I tried to get a file's history using sourcetree, but to no avail.
Searching on google gives negatives.

So I can't see how a single file has evolved through history using git (without checking out/cloning out the whole project at commit points?)

This is an existing feature in svn, and I'd be surprised if there's no way to do it in git.
Basically you could do it with something like this:
git log --follow -p filename
However this will generally assume you have the whole history and all the metadata available locally; in other words you'd have to clone the repo. (Checking out something over the network really goes against the distributed philosophy).

I don't know how to do it the way you're asking. The closest thing I can find is to go on Github, click on a file then on the "history" tab. Assuming your project has a fork on github.
Perfect rahmu. Thanks alot.

I wasn't suggesting I wanted to check it over the network. My wording could have confused.
I meant my current best bet was to checkout the single file throughout the "checkpoints" that I already have.
SourceTree doesn't interface with this particular command with all these arguments.
Everything (or almost everything) dealing with consulting the history of your project can be found under some git log option. I strongly recommend you read the builtin documentation. I don't mean to read it like a book. Just keep in mind that consulting it should be your first option, even before Google.

The builtin documentation is git help. If you have a more specific idea for where to look you can use git log help (or git help log; I don't really remember). This also raises another issue. I don't know Sourcetree and how it behaves, but I have no problem suggesting you ditch it. Git was made to be used from the command line. Period. The only thing you'd be really missing out on would be some pretty representation of your branches and commits with colors and animations (Wow! Fade out!).

Unless you're dealing with merging dozens of branches daily (which probably won't happen much), you don't need this. You don't want to have to deal with Source Control. It should be seamless. It should be fast and efficient. It should be command line.

My 2c.
There's also git blame, which is nice to quickly see when each line was last changed (and who did it). Especially useful if you have support for it built in to your editor and can run it quickly on whatever file you're working on.
12 days later
Check out: https://github.com/tpope/vim-fugitive
Really nice plugin if you use vim :)

So you might wana try:
:GBlame
and..
:GLog
Cheers :)
(without checking out/cloning out the whole project at commit points?)
You can't do partial checking in git like in svn :/
If you own the project, try submodules. They might solve it.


- What to work on -
Your response should consist of the records below, repeated exactly.

_ _ _ _ _

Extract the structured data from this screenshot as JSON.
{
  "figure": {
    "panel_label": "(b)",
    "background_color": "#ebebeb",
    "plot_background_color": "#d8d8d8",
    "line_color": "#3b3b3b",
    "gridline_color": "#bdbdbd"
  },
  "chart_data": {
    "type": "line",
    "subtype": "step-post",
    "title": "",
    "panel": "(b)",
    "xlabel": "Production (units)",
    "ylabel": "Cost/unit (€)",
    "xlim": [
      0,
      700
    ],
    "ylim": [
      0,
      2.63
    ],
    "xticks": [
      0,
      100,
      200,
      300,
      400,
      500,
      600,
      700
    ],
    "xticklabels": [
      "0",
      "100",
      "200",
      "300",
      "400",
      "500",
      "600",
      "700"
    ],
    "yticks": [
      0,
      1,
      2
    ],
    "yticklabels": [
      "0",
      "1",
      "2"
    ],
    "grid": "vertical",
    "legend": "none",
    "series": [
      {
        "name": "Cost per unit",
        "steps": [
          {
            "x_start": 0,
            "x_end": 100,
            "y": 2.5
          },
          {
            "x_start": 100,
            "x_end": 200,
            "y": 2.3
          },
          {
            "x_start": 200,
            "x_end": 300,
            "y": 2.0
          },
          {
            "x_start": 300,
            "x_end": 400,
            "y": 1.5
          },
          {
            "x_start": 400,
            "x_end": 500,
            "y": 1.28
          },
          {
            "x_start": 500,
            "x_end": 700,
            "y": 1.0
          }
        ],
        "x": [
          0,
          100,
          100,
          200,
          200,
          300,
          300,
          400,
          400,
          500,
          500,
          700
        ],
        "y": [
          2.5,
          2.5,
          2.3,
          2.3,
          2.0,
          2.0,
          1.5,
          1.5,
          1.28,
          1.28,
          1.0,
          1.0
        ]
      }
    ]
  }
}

_ _ _ _ _

- Solution to the problem -
Extract the structured data from this screenshot as JSON.
{
  "figure": {
    "panel_label": "(b)",
    "background_color": "#ebebeb",
    "plot_background_color": "#d8d8d8",
    "line_color": "#3b3b3b",
    "gridline_color": "#bdbdbd"
  },
  "chart_data": {
    "type": "line",
    "subtype": "step-post",
    "title": "",
    "panel": "(b)",
    "xlabel": "Production (units)",
    "ylabel": "Cost/unit (€)",
    "xlim": [
      0,
      700
    ],
    "ylim": [
      0,
      2.63
    ],
    "xticks": [
      0,
      100,
      200,
      300,
      400,
      500,
      600,
      700
    ],
    "xticklabels": [
      "0",
      "100",
      "200",
      "300",
      "400",
      "500",
      "600",
      "700"
    ],
    "yticks": [
      0,
      1,
      2
    ],
    "yticklabels": [
      "0",
      "1",
      "2"
    ],
    "grid": "vertical",
    "legend": "none",
    "series": [
      {
        "name": "Cost per unit",
        "steps": [
          {
            "x_start": 0,
            "x_end": 100,
            "y": 2.5
          },
          {
            "x_start": 100,
            "x_end": 200,
            "y": 2.3
          },
          {
            "x_start": 200,
            "x_end": 300,
            "y": 2.0
          },
          {
            "x_start": 300,
            "x_end": 400,
            "y": 1.5
          },
          {
            "x_start": 400,
            "x_end": 500,
            "y": 1.28
          },
          {
            "x_start": 500,
            "x_end": 700,
            "y": 1.0
          }
        ],
        "x": [
          0,
          100,
          100,
          200,
          200,
          300,
          300,
          400,
          400,
          500,
          500,
          700
        ],
        "y": [
          2.5,
          2.5,
          2.3,
          2.3,
          2.0,
          2.0,
          1.5,
          1.5,
          1.28,
          1.28,
          1.0,
          1.0
        ]
      }
    ]
  }
}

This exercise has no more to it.